Most people believe that, were he to run again, Uribe would win. The difficult thing for Uribe supporters will be to convince Colombia's lawmakers to allow a third term. A far more complex challenge to maintain Uribe's strong relationships with the U.S. and Europe if he does run again, given international opposition to a second reelection.
During the meeting, Obama apparently told Uribe that, in the United States, two terms are enough because people want change. Of course, the reason there is a reelection debate in Colombia is that many people don´t want change and would vote for Uribe's third term. Obama clearly could have used stronger words.
Uribe apparently told Obama that he saw it as inconvenient to keep himself in power. The President has used the word 'inconvenient' before, and it is notable that inconvenience, not democracy, is what is keeping him from running again. Many Colombians believe that Uribe is still very open to running again when the political climate at home and abroad allows it.
While it is never entirely clear what happened behind closed doors, this meeting was more about continuity than it was about change. A recent Washington Post article argued that the Obama-Uribe meeting would have a markedly different tone from that of the Bush-era Uribe visits. Indeed, Bush and Uribe really disagreed about very little. What is remarkable, however, is how friendly the tone was.
Few contemporary governments in the Western Hemisphere have faced such serious allegations of corruption and human rights abuses as Colombia's. One can only imagine Obama's attitude toward Rafael Correa of Ecuador (a nearby Chavez ally) if his government, not Uribe's, was accused of overseeing hundreds of murders of innocent civilians by the military and widespread wiretapping of opposition politicians or if dozens of his political allies had links to drug traffickers and warlords.

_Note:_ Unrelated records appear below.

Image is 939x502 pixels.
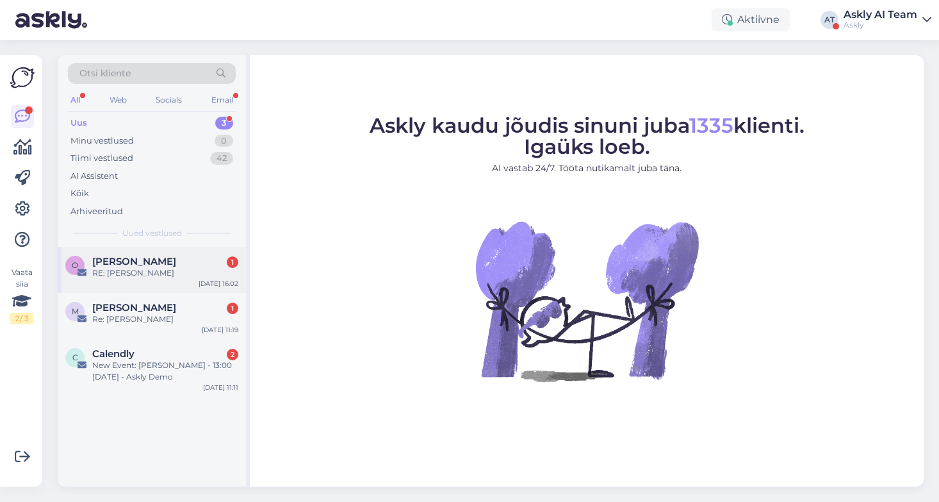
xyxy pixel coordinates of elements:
[70,117,87,129] div: Uus
[10,313,33,324] div: 2 / 3
[92,302,176,313] span: martin soorand
[72,352,78,362] span: C
[712,8,790,31] div: Aktiivne
[70,135,134,147] div: Minu vestlused
[92,359,238,382] div: New Event: [PERSON_NAME] - 13:00 [DATE] - Askly Demo
[79,67,131,80] span: Otsi kliente
[92,313,238,325] div: Re: [PERSON_NAME]
[70,170,118,183] div: AI Assistent
[227,348,238,360] div: 2
[202,325,238,334] div: [DATE] 11:19
[370,161,805,175] p: AI vastab 24/7. Tööta nutikamalt juba täna.
[209,92,236,108] div: Email
[68,92,83,108] div: All
[92,256,176,267] span: Olari Soomets
[153,92,184,108] div: Socials
[215,135,233,147] div: 0
[70,187,89,200] div: Kõik
[215,117,233,129] div: 3
[122,227,182,239] span: Uued vestlused
[70,152,133,165] div: Tiimi vestlused
[199,279,238,288] div: [DATE] 16:02
[72,260,78,270] span: O
[844,20,917,30] div: Askly
[107,92,129,108] div: Web
[227,256,238,268] div: 1
[227,302,238,314] div: 1
[370,113,805,159] span: Askly kaudu jõudis sinuni juba klienti. Igaüks loeb.
[844,10,917,20] div: Askly AI Team
[210,152,233,165] div: 42
[203,382,238,392] div: [DATE] 11:11
[92,348,135,359] span: Calendly
[471,185,702,416] img: No Chat active
[72,306,79,316] span: m
[10,65,35,90] img: Askly Logo
[10,266,33,324] div: Vaata siia
[844,10,931,30] a: Askly AI TeamAskly
[689,113,733,138] span: 1335
[821,11,838,29] div: AT
[70,205,123,218] div: Arhiveeritud
[92,267,238,279] div: RE: [PERSON_NAME]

Obama, like every American president before him, has been very forgiving of Colombia's failures in terms of democracy, human rights and political integrity for two reasons. First, Colombia and the U.S. are held together by a common commitment to the fight against drug trafficking. Second, the Chavez phenomenon makes Uribe seem like a precious ally in an increasingly hostile region.
Indeed, in the presidential debates, Senator McCain argued that the FTA should be passed regardless of what he saw as minor human rights concerns in order to improve relations with the region as a whole. In his view, criticizing Colombia for human rights abuses would be seen as Yankee imperialist intervention.
In my opinion, McCain could not be more mistaken. Historically, Latin Americans have viewed the U.S. as an arrogant, selfish superpower that respects human rights and democracy selectively and very inconsistently. While Americans like to think of their country as a nation held together by a set of values, our neighbors in the South view the U.S. as a country of soldiers and corporations. Today, Colombia-U.S. relations simply confirm this negative stereotype.
Indeed, the problem has never been that the United States insists too much on human rights and democracy. Rather, the problem is that America seems to care about human rights and democracy only when it is convenient.
In order to start to improve relations with the people of Latin America, Obama should be more consistent in his defense of democratic values. In that sense, his condemnation of the coup in Honduras is an important step forward.